As a part of Great Britain’s free trade empire, Chile enjoyed a century of prosperity which owed much to British trade, finance, and, ultimately, direct investment. Drawing on an array of British archival sources, Couyoumdjian paints a richly detailed portrait of that relationship in its climactic phase, when the first clear signs of decay appeared in the Chilean economy and in its British ties.
The most significant portions of the book focus on the impact of British economic warfare and the development of the nitrate industry. The author demonstrates that such measures as the black list, while intended to cripple German wartime trade, were also designed to permanently eliminate, or at least reduce, German competition. In his examination of the nitrate industry, Couyoumdjian explores how competition from synthetics, increasing government involvement, and efforts at consolidation all established important precedents for the radical industrial changes of the interwar years.
Echoing the thesis of D. C. M. Platt, the author concludes that Britain’s declining role in Chile was attributable to a conscious choice to concentrate its forces at home and within the protected markets of its formal empire. Couyoumdjian’s conclusion does not take into account the work of such scholars as Donald McCloskey and suggestive evidence from his own sources on the larger issue of Britain’s economic decline. The predominance of the United States in copper and later nitrates, as well as its displacement of Britain in machinery and automobile imports, point to the central question of why Britain failed to embrace the second industrial revolution as thoroughly as did the United States. Other than a discussion of British tax structures, Couyoumdjian does not address this long-standing debate, nor does he consider how factors within Chile, such as low labor costs and oligopolistic conditions, might have contributed to Britain’s failure to innovate. Yet the book, with its prodigious use of primary sources and strong narrative, still contributes to our understanding of the twilight years of Chile’s nitrate age and Great Britain’s informal empire.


A complete answer lists every line of the entries below where the string "Paddock" appears.

[Recorded information Boundary: Start]

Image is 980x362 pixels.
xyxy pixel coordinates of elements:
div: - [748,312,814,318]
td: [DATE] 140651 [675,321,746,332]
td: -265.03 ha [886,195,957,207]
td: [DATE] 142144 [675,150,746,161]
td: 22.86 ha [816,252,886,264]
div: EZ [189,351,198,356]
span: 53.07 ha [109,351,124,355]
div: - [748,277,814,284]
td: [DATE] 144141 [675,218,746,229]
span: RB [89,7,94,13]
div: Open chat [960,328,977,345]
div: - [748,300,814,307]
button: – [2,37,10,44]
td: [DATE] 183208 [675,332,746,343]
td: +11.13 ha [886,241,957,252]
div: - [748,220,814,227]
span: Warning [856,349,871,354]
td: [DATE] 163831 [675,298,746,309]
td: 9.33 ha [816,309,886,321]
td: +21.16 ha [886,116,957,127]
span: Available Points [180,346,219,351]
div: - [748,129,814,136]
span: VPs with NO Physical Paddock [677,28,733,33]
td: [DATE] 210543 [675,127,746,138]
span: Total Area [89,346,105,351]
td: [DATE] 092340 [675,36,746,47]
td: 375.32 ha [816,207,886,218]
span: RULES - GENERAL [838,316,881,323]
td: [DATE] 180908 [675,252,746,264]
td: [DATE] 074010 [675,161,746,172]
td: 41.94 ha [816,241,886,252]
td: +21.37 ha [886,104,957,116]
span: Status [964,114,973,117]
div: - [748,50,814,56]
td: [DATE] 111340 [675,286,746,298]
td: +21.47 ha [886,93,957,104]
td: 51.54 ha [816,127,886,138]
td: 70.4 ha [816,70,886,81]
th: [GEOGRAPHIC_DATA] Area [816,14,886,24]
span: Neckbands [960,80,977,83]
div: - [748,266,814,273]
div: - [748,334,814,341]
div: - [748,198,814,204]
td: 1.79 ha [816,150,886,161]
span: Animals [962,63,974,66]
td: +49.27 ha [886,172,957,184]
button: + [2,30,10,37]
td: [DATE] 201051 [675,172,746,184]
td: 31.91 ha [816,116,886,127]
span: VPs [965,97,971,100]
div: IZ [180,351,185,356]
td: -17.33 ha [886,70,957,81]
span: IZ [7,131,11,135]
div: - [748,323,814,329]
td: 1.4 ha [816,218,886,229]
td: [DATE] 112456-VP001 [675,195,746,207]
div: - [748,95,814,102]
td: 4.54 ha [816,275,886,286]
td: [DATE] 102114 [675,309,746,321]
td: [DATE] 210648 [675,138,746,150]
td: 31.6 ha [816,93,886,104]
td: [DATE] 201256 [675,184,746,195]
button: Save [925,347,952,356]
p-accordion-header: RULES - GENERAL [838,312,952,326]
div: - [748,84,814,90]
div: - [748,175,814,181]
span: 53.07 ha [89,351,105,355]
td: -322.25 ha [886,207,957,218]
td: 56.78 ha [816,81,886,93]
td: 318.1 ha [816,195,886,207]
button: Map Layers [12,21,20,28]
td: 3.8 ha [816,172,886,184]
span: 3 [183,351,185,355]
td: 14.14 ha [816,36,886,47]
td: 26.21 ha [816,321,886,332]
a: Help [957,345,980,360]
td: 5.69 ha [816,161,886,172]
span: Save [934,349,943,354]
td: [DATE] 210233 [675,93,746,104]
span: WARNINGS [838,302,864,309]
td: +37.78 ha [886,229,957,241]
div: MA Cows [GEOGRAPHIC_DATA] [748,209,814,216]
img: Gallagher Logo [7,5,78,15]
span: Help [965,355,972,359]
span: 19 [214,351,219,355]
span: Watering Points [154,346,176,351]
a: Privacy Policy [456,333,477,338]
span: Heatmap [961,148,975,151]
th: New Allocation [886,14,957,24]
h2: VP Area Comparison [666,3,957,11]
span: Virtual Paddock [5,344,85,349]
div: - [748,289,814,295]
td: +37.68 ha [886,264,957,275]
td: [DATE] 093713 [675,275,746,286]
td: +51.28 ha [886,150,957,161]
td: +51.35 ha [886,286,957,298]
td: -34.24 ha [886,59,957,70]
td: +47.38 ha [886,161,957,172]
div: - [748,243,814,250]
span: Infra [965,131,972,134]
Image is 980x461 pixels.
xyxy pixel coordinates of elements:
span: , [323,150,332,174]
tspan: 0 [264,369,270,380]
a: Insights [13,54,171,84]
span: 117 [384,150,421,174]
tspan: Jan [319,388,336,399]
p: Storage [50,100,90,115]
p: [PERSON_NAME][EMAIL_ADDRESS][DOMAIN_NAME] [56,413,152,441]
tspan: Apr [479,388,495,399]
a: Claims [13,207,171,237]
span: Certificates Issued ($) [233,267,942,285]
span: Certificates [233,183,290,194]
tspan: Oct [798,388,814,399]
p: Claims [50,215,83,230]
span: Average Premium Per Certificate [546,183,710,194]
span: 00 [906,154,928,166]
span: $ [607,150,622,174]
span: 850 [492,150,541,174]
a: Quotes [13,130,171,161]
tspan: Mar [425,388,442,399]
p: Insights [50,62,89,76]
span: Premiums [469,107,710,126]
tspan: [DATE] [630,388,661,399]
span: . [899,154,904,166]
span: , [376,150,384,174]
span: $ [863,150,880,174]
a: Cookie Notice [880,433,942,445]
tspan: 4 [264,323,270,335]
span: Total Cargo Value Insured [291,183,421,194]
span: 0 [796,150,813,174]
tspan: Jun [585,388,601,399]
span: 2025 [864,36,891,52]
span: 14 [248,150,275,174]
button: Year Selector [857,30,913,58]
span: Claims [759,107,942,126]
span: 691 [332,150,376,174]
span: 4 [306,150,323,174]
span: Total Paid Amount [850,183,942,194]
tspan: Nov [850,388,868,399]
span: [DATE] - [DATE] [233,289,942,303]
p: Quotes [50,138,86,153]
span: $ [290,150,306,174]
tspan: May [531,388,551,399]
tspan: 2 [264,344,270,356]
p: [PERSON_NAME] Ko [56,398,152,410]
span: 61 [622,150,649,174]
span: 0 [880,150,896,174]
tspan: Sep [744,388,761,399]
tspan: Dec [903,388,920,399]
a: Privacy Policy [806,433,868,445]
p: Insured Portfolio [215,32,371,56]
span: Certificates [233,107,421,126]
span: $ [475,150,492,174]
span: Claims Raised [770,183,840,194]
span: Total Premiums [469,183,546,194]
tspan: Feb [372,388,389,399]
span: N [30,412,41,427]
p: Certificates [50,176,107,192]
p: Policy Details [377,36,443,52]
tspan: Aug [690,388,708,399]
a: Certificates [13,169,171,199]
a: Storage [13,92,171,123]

[Recorded information Boundary: End]

- Response to the task:
span: VPs with NO Physical Paddock [677,28,733,33]
span: Virtual Paddock [5,344,85,349]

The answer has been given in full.